ARTICLE SUMMARY:
Artificial Intelligence has the potential to dramatically improve treatment protocols. Why are some physicians wary?
Back in person for the first time since the pandemic cancelled its 2020 in-person conference, this year’s Paris Course on Revascularization (PCR) featured an Innovation Day track of sessions highlighting promising new technologies that, by implication, will likely shape interventional cardiology in the years ahead. And this year, many of the presentations featured technologies informed in one way or another by AI (artificial intelligence).
As with most of the sessions at PCR, there was a practical spin to the AI discussions. In sessions held over several days, speaker after speaker tried to demonstrate how this very future-looking technology can actually help interventionalists in their day-to-day practice. After all, it’s a hallmark of PCR and clinical congresses like it, to try to help physicians deal with those real-world challenges; what differentiates the Innovation Day program is that it is more about novel devices not coming to market for several years than about practice protocols or procedure-based challenges.

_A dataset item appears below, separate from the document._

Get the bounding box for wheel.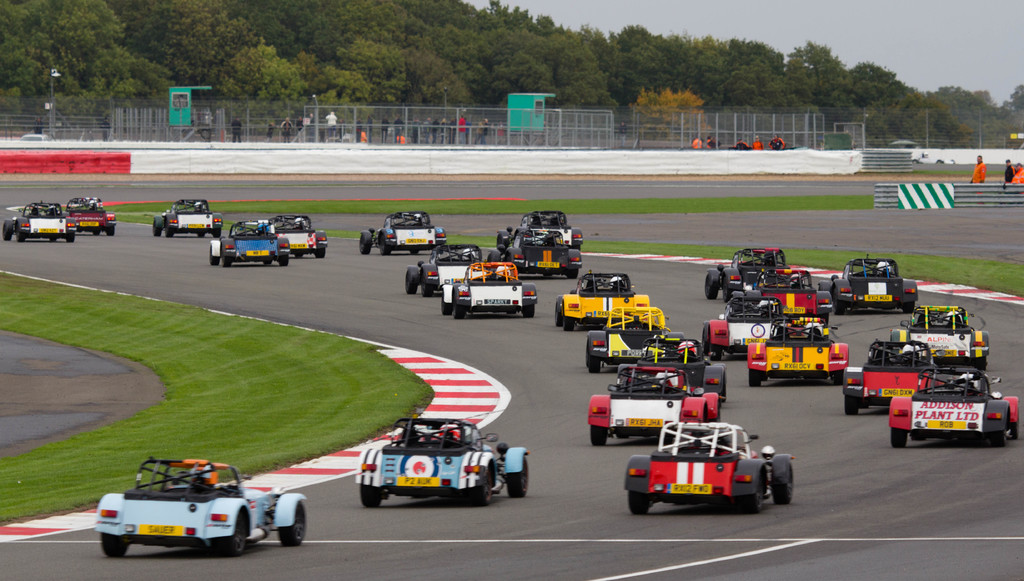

That said, the interesting spin of PCR is that even in sessions featuring next-generation technology, the physician presenters, in most cases, tried to describe practical, real-world applications and implications of that technology, even if much of it is in the early stages of development. And there was, without question, an interest—in many cases, an enthusiasm—around AI, especially since the physicians making the presentations often had already begun to incorporate AI in their practices or were participating in the kinds of early trials and investigations that would lead to market-ready adoption of the technology.